The government’s late-night intervention into the war taking place within the Central Bureau of Investigation has only made matters even more confusing. A day after a newspaper headline said “CBI goes after CBI,” describing how the Central Bureau of Investigation had raided its own office in Delhi the previous day, the Centre stepped in to put the two warring officers – director, Alok Verma, and special director, Rakesh Asthana – on leave. It appointed M Nageshwar Rao the interim director, through the Appointments Committee of the Cabinet, in orders that were reportedly issued at around 11:30 pm.
A short recap: CBI director Alok Verma has accused special director Rakesh Asthana of accepting bribes. The Delhi High Court on Tuesday said no coercive action can be taken against Asthana till October 29, when it will resume hearing the officer’s plea to quash the CBI’s First Information Report against him. Before that, Asthana on this part had had accused Verma of political favouritism and impeding the functioning of officers who are investigating corruption.
Such allegations of corruption at the top are not new for the CBI. Over the last few years, two of its directors, Ranjit Sinha and and AP Singh, have been implicated in corruption cases. But the current fracas goes beyond individual corruption and political manoeuvring. It reveals a serious institutional crisis. Making it worse is the fact that the government has left it festering for such a long time.
Like everything involving the CBI, matters are highly politicised. Asthana is seen as being close to Prime Minister Narendra Modi and was hand-picked for the post, despite allegations of corruption against him by the non-governmental organisation Common Cause. Asthana had earlier served in the Gujarat police and investigated the burning of the Sabarmati Express at Godhra in 2002, the act that started the Gujarat riots and came to define Modi’s tenure as chief minister.
The fact that the CBI is politicised, acting less like an investigative agency and more like an organ of the party in power is well known. During Prime Minister Manmohan Singh’s tenure, Modi himself described the CBI as the “Congress Bureau of Investigation”. In 2013, the Supreme Court called it a “caged parrot”, given the alleged use of the agency by the Congress to cover up irregularities in the allocation of coalfield licences to private companies.
That the agency behaves in an arbitrary manner is not surprising either, given its origins. The agency was set up not by a law but by a simple a Union Home Ministry resolution in 1963. Moreover, the existence of the CBI ignores the Indian Constitution, which places the power of policing firmly with the states. For these reasons, the Gauhati High Court in 2013 held the agency to be unconstitutional. However, that order was stayed by the Supreme Court, which is still to decide on the merits of the case.
Until Tuesday, it seemed unclear what the government would do about the situation, with Modi summoning both the warring officers to talk over the issue. Then, on Tuesday night, it only added more confusion to the matter. As per the Lokpal Bill, the CBI Director is supposed to be independently appointed by a committee including the prime minister, the Chief Justice of India and the Leader of the Opposition, and once that is done, the director has a fixed two-year tenure. If the government can simply send him on leave, and get the Appointments Committee of Cabinet, to have someone else play interim director, what use is the fixed-tenure rule in the first place?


WHAT IS REQUIRED: Transcribe each line of the records below exactly, excluding any embedded images.

DATA SHOWN:
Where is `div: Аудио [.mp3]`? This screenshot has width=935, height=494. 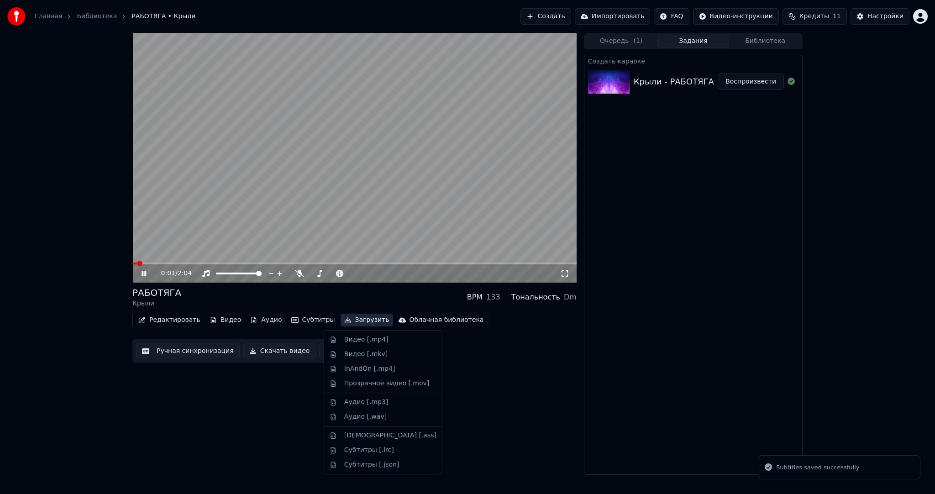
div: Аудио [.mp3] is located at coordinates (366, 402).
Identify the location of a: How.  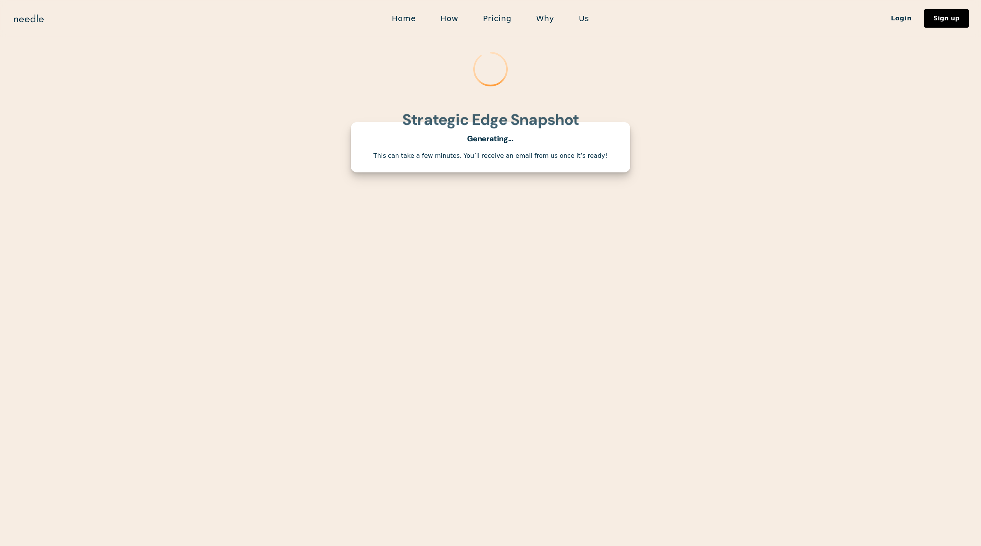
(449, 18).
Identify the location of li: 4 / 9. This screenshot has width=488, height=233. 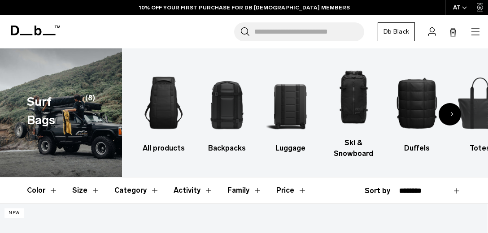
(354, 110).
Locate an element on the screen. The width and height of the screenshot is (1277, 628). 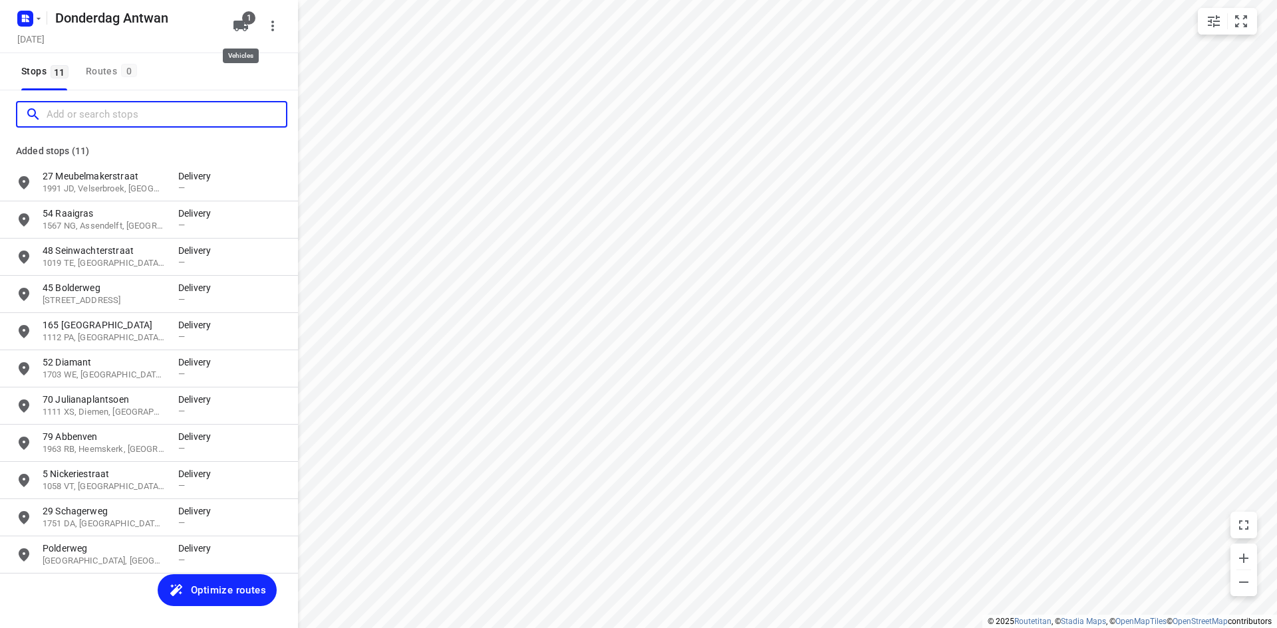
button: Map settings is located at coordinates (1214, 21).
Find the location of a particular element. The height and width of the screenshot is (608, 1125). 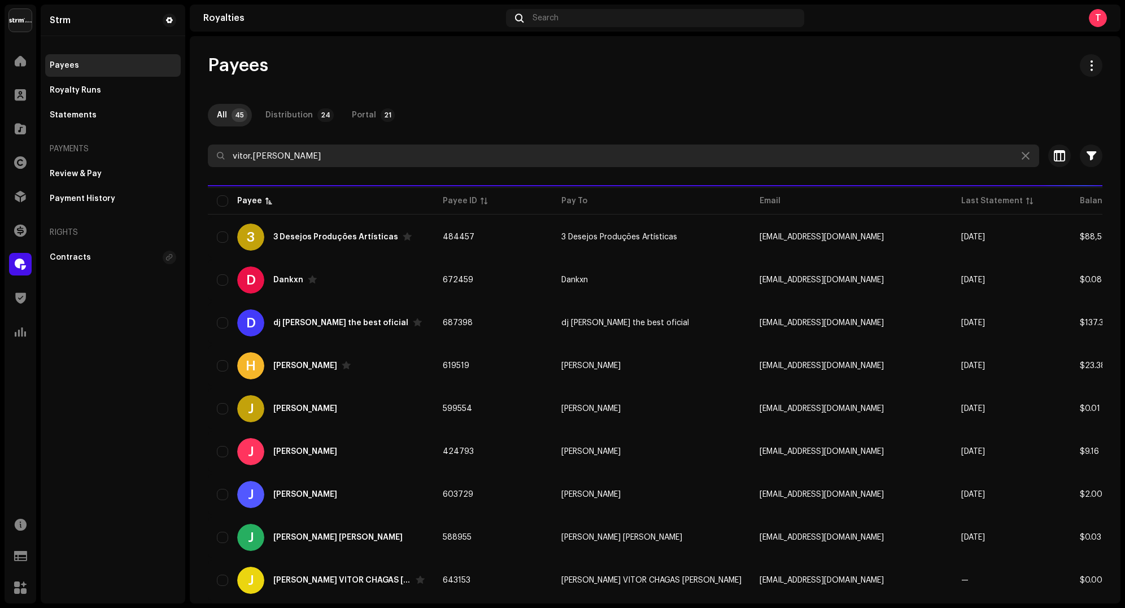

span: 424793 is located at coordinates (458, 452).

REPLY TO THE TASK:
Where is `div: Аудио [.mp3]`? This screenshot has width=935, height=494. 
div: Аудио [.mp3] is located at coordinates (366, 402).
Identify the location of a: How.  
(449, 18).
Identify the location of li: 4 / 9. This screenshot has width=488, height=233. 
(354, 110).
Locate an element on the screen. The width and height of the screenshot is (1277, 628). 
button: Map settings is located at coordinates (1214, 21).
Find the location of a particular element. The height and width of the screenshot is (608, 1125). 

span: 424793 is located at coordinates (458, 452).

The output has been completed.